She took my hand, squeezing my fingers until they hurt.

Mama came to the door of the cottage when she heard the car pull up. Her hand went to her mouth, and she screamed so quietly that I thought only dogs could hear it because all across the village they began barking.

An older police officer waited until we were all seated on a sofa, side by side, Mama in the middle. He did not have a cruel face. He did not have a kind face either.

‘Mrs Osmani. I regret to inform you that your husband, Daniel Osmani, has been injured in an accident at the Kabazi slaughterhouse.’

‘What sort of accident?’ asked Agnesa.

‘A knife wound. Inadvertent. It is a dangerous job working with knives.’

‘Where is he?’ asked Mama.

‘Can we see him?’ I asked.

The policeman looked at us with no expression. ‘He was taken to hospital, but he passed away. His body can be picked up from Adjensi Funeral Home.’

With that, the police officer seemed to run out of things to tell us. English people would say he was ‘lost for words’. In Albania we said his mouth was as empty as his head.

He stood up. The young officer followed suit.

‘I am sorry for your loss,’ said the older one, clicking his heels together.

‘I am also sorry,’ said his colleague.

After they had gone, Mama stayed sitting on the sofa. Agnesa made her a cup of tea. Nobody spoke. I went to the bedroom and looked at Papa’s things – his pipe and pyjamas and the book he had been reading, which had a bookmark between the pages, that I had made him at school, and which left tinsel on his pillow.

I crawled into his closet, among his winter clothes, and put my hands in the pockets, pressing my cheek against the wool, smelling his smell.
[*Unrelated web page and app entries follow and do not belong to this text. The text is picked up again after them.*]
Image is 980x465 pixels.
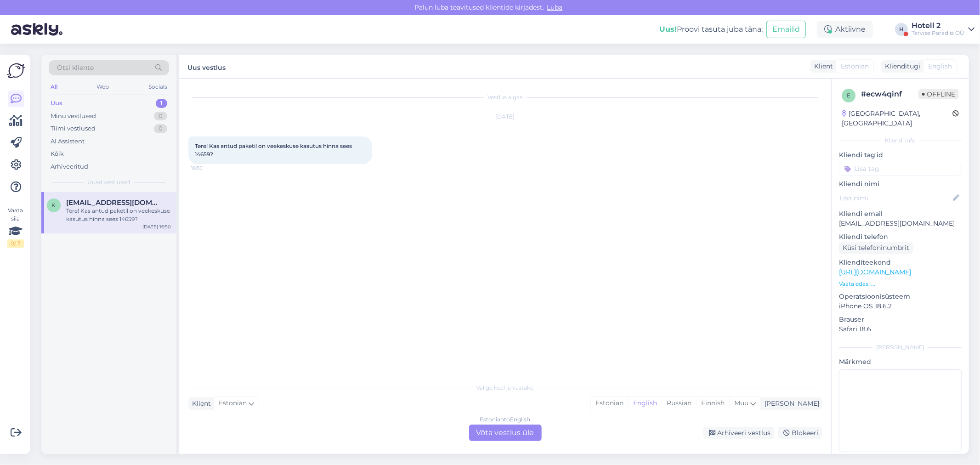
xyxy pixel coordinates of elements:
div: All [49,81,59,93]
p: Kliendi tag'id [839,150,961,160]
p: Vaata edasi ... [839,280,961,288]
span: e [847,92,850,99]
div: Tervise Paradiis OÜ [911,29,964,37]
p: Märkmed [839,357,961,367]
p: Kliendi nimi [839,179,961,189]
div: Küsi telefoninumbrit [839,242,912,254]
div: Estonian to English [480,416,530,424]
div: 0 / 3 [7,239,24,248]
p: Safari 18.6 [839,325,961,334]
img: Askly Logo [7,62,25,79]
p: Klienditeekond [839,258,961,267]
div: [PERSON_NAME] [760,399,819,408]
button: Emailid [766,21,806,38]
span: Uued vestlused [88,178,131,187]
div: Estonian [591,397,628,410]
div: Finnish [696,397,729,410]
div: Uus [51,99,62,108]
label: Uus vestlus [187,60,226,73]
div: Tere! Kas antud paketil on veekeskuse kasutus hinna sees 14659? [66,207,171,224]
div: Tiimi vestlused [51,124,96,133]
p: iPhone OS 18.6.2 [839,302,961,311]
b: Uus! [659,25,677,34]
a: Hotell 2Tervise Paradiis OÜ [911,22,974,37]
span: k [52,202,56,209]
span: Otsi kliente [57,63,94,73]
p: Operatsioonisüsteem [839,292,961,302]
span: Estonian [840,62,869,72]
div: Klienditugi [881,62,920,72]
span: English [928,62,951,72]
div: English [628,397,662,410]
p: Brauser [839,315,961,325]
span: Estonian [218,399,247,408]
p: Kliendi telefon [839,232,961,242]
div: [DATE] 16:50 [142,224,171,230]
div: Minu vestlused [51,112,96,121]
input: Lisa tag [839,162,961,176]
input: Lisa nimi [839,193,951,203]
div: Aktiivne [817,21,873,38]
div: Hotell 2 [911,22,964,29]
div: Vaata siia [7,206,24,248]
span: Muu [734,399,748,407]
span: kairisaar1@gmail.com [66,198,162,207]
div: Arhiveeri vestlus [703,427,774,440]
div: [DATE] [188,113,821,121]
div: Kõik [51,150,64,159]
div: Klient [188,399,211,408]
div: H [895,23,908,36]
div: Russian [662,397,696,410]
div: 0 [154,112,167,121]
p: [EMAIL_ADDRESS][DOMAIN_NAME] [839,219,961,228]
a: [URL][DOMAIN_NAME] [839,268,911,276]
div: AI Assistent [51,137,84,146]
div: Socials [146,81,169,93]
span: Tere! Kas antud paketil on veekeskuse kasutus hinna sees 14659? [195,142,354,157]
span: 16:50 [191,165,226,172]
p: Kliendi email [839,209,961,219]
div: [GEOGRAPHIC_DATA], [GEOGRAPHIC_DATA] [842,109,952,128]
div: Vestlus algas [188,93,821,101]
div: 0 [154,124,167,133]
div: Klient [810,62,832,72]
span: Offline [918,89,959,100]
div: Proovi tasuta juba täna: [659,24,762,35]
div: [PERSON_NAME] [839,343,961,352]
div: 1 [156,99,167,108]
span: Luba [545,3,565,12]
div: Kliendi info [839,137,961,145]
div: Arhiveeritud [51,162,88,172]
div: Valige keel ja vastake [188,384,821,392]
div: Blokeeri [778,427,821,440]
div: Võta vestlus üle [469,425,541,442]
div: # ecw4qinf [861,88,918,100]
div: Web [95,81,111,93]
Later that evening, they brought Papa’s body home and put it in the kitchen on the table. Mama, Mrs Hasani, Mrs Dushka and Aunt Polina used warm water to wash him down, rubbing a sponge along his arms and over his hands and between his fingers. They dressed him in his best shirt and his brown suit and his polished shoes. They combed his hair and put rouge on his lips.

Later, I lay in bed beside Agnesa.

‘It is my fault,’ she said.

‘It was an accident.’

‘No. They killed him.’

‘Who?’

‘Who do you think?’

I put my arms around her. I pictured the baby growing inside her and wondered if it could hear my voice or feel my hand against her stomach.

29

Cyrus

The incident room reeks of coffee, fried food and something intangible that comes from late nights, poor pay and relationships under pressure. It is a different atmosphere than yesterday. More focused and urgent. Carlson and his team have twenty-four hours to either charge Angus Radford and Kenna Downing or release them.

Meanwhile, local police across the north of England are checking pop-up brothels and talking to sex workers and migrant groups and informants, hoping that someone will lead them to the missing women. With Arben’s help, a police sketch artist has drawn an image of Jeta that will be released to the media, along with a photograph of the other woman, Norsin Samaan, nineteen, from Aleppo in Syria.

Arben is seated at a desk in front of a computer screen, taking part in the modern equivalent of an identity parade. He is looking at mugshots and images of men who match a general description of the men in custody, to see if he positively identifies Radford or Downing.